Based on this idea, we could assume that in high-temperature superconductors electrons jump:
(a) in the same direction;
(b) diagonally.

I do not follow specialized literature, but I know that I am not the first one who suggested that in high-temperature superconductors electrons may travel in the same direction (even I wrote on this and published it on arXiv; although in a very primitive way – sorry for the visual picture used to support my model, I like visual pictures, as you may have noticed already). I also heard of a suggestion that electrons jump diagonally (honestly, do not remember where). But to my best knowledge, I am the first one who makes both statements as a model for high-temperature superconductivity.

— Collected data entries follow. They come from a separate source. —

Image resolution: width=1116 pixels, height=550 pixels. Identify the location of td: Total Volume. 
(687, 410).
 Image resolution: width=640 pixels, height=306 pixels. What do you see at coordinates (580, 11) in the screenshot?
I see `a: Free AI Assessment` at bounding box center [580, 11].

Due to very the specific geometry of the model, it could be tested using a simple mechanical motion of a sample of a high-temperature superconductor – the movement along diagonals or along the edges would affect supercurrent differently. However, for this experiment one would need a thin, ideally a single, sheet of a high-temperature superconductor. This still maybe a challenging technological obstacle.

Dr. Valentin Voroshilov

P.S. On this page (if you click on this link) you will find some piece on the foundation of quantum mechanics. Recently, it has become fashionable to run actual or thought experiments on quantum entanglement. However, ALL of them are based on ONE specific interpretation of quantum mechanics and completely ignore and do not mention the fact that so far (yeas, even today!) there are several different interpretations of it. In my publications I attacked different aspects of different publications on the matter.

Appendix
Everyone who claims he/she knows what quantum mechanics is about must read the original EPR paper (so, ask the guy - have you read EPR? that is a litmus test for you should you even listen to the guy).
It has many layers, more than just a thought experiment they use to claim that quantum mechanics is not a complete theory (e.g. click on this link and scroll down to Appendix III).
The fact of the matter is that this experiment does show that quantum mechanics is different from classical mechanics. When this matter is accepted, one has a choice: (a) follow the strategy "shut up and calculate" and do not spend any time on trying to make the theory "complete" or (b) spend some time on trying to make the theory "complete".
In the latter case, one can be inventing different approaches - some are mentioned in the four pieces about a cat:

But the simplest (thank you Occame!) way to resolve all the mysteries of quantum mechanics would be to assume that - yes, faster than light interactions do exist! Tachyons are responsible for that "spooky action at distance". There is a whole world of particles that cannot travel slower than the speed of light! And that world interacts with our world, where particles cannot travel faster than the speed of light. Simple! 
Imagine a sea of tachyons. Every known particle can have its counterpart in that sea - tachyo-electron, tachyo-proton, etc. Due to fluctuations, for a teeny-tiny instant of time, those tachyons may enter our world, become a so called virtual particle, and interact with our particles. But even more interesting process happens when our particles disappear from our world and enter the world of tachyons, spend there a teeny-tiny instant of time and come back again - but at a different location, or with a different speed.
Of course, until tachyons are found, they are just a theory, a mathematical abstract. But so was the Higgs boson.
BTW: tachyons, or in general the world of faster than light particles, can explain such phenomenon as tunneling. A classical particle cannot escape a potential well - when it has not enough energy. But a quantum particle can "tunnel" through. Why? Because due to interactions with tachyons it may "accidentally" (a scientific name - fluctuations) gain energy enough to get "over the well".